The Shakespeare Conference: SHK 21.0218 Thursday, 3 June 2010
[1] From: Richard Waugaman <
Date: May 27, 2010 4:21:20 PM EDT
Subj: Feminine Endings in Hamlet
[2] From: Martin Mueller <
Date: May 27, 2010 5:05:51 PM EDT
Subj: Re: SHK 21.0211 Hamlet's Feminine Endings
[1]-----------------------------------------------------------------
From: Richard Waugaman <
Date: May 27, 2010 4:21:20 PM EDT
Subject: Feminine Endings in Hamlet
Thanks to all who responded. Peter Groves wrote:
'As many others will no doubt point out, the word "feminine" in "feminine ending" refers to grammatical gender, not biological or cultural gender -- specifically to the fact that feminine adjectives in French tend to have an extra final schwa that may be pronounced in metred verse.'
True, as far as it goes. Yet, what about Sonnet 20 ('A Womans face with natures owne hand painted')? Surely, it is no coincidence that, as Booth put it, 'Only this sonnet about gender has feminine rhymes throughout.'
Best wishes,
Richard Waugaman
[2]-------------------------------------------------------------
From: Martin Mueller <
Date: May 27, 2010 5:05:51 PM EDT
Subject: 21.0211 Hamlet's Feminine Endings
Comment: Re: SHK 21.0211 Hamlet's Feminine Endings
It is interesting to learn that the term 'feminine ending' is attested in Samuel Daniel's Defence of Rhyme of 1603, and the evidence of Sonnet 20 persuades me that Shakespeare knew the term and played with it. Fourteen 'feminine' endings are not an accident, especially in view of the fact--which I have not checked but take on trust--that there is no other Shakespearean sonnet where all fourteen last words have feminine endings.
But it is a very long way from such playing with a technical term to assuming that the use of a feminine ending ipso facto justifies a thematic interpretation of a particular prosodic device. You need a lot more evidence for that. Fortunately, this is a field where counting and elementary statistics help. Fourteen consecutive weak endings are a statistical outlier by any standard. It's a relatively straightforward if slightly tedious exercise to mark the line endings of, say, Hamlet and Othello, with plus and minus signs, and see whether the sequence of such signs in Hamlet's "How all occasions do inform against me" add up to a signal or stay within the noise of expected patterns.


Find every line in the entries that holds the string "pixels" and report it.

» INFORMATION PROVIDED:
- Opening Delimiter -

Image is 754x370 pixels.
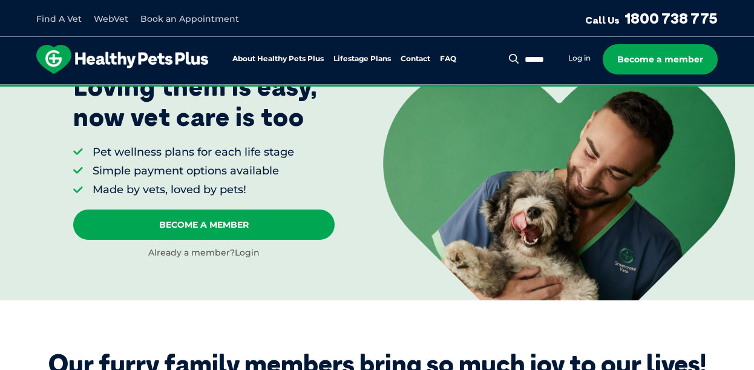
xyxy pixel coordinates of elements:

- Closing Delimiter -
- Opening Delimiter -

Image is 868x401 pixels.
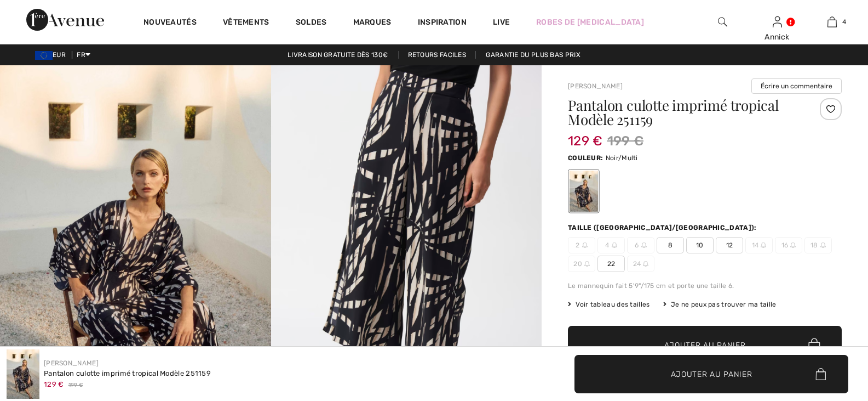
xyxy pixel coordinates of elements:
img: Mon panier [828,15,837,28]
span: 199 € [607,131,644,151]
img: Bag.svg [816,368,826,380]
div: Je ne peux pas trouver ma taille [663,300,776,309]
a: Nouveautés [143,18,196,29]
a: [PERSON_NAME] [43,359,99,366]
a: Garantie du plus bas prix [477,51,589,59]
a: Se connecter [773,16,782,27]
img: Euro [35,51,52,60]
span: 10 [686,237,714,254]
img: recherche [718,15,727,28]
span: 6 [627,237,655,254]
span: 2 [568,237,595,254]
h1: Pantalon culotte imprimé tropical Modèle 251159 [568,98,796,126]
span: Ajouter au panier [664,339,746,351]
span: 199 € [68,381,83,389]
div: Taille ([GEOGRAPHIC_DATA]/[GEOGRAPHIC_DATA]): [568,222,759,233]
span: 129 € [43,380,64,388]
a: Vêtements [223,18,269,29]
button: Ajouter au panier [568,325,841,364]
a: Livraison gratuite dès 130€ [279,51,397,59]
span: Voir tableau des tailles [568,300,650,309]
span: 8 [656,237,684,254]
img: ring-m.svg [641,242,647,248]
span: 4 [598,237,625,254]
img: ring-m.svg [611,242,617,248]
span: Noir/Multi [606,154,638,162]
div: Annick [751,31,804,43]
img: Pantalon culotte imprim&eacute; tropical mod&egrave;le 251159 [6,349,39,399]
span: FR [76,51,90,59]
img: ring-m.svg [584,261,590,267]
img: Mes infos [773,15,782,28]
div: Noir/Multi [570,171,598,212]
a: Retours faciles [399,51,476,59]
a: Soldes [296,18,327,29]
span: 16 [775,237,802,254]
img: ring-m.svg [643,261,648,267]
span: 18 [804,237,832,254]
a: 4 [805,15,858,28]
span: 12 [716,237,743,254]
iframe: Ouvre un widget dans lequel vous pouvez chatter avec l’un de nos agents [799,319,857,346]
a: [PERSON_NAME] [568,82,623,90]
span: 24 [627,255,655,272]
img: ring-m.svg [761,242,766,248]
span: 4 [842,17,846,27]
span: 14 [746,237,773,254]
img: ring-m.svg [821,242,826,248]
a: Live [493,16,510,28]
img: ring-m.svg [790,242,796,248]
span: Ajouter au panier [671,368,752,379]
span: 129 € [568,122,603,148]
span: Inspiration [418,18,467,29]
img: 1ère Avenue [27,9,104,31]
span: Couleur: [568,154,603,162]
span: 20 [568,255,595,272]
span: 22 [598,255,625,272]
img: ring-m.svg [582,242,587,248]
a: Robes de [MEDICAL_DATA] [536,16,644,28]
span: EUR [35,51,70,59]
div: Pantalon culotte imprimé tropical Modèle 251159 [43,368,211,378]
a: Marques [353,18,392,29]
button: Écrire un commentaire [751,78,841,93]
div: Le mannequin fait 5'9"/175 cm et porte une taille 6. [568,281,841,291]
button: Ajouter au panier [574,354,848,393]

- Closing Delimiter -

» RESPONSE BELOW:
Image is 754x370 pixels.
Image is 868x401 pixels.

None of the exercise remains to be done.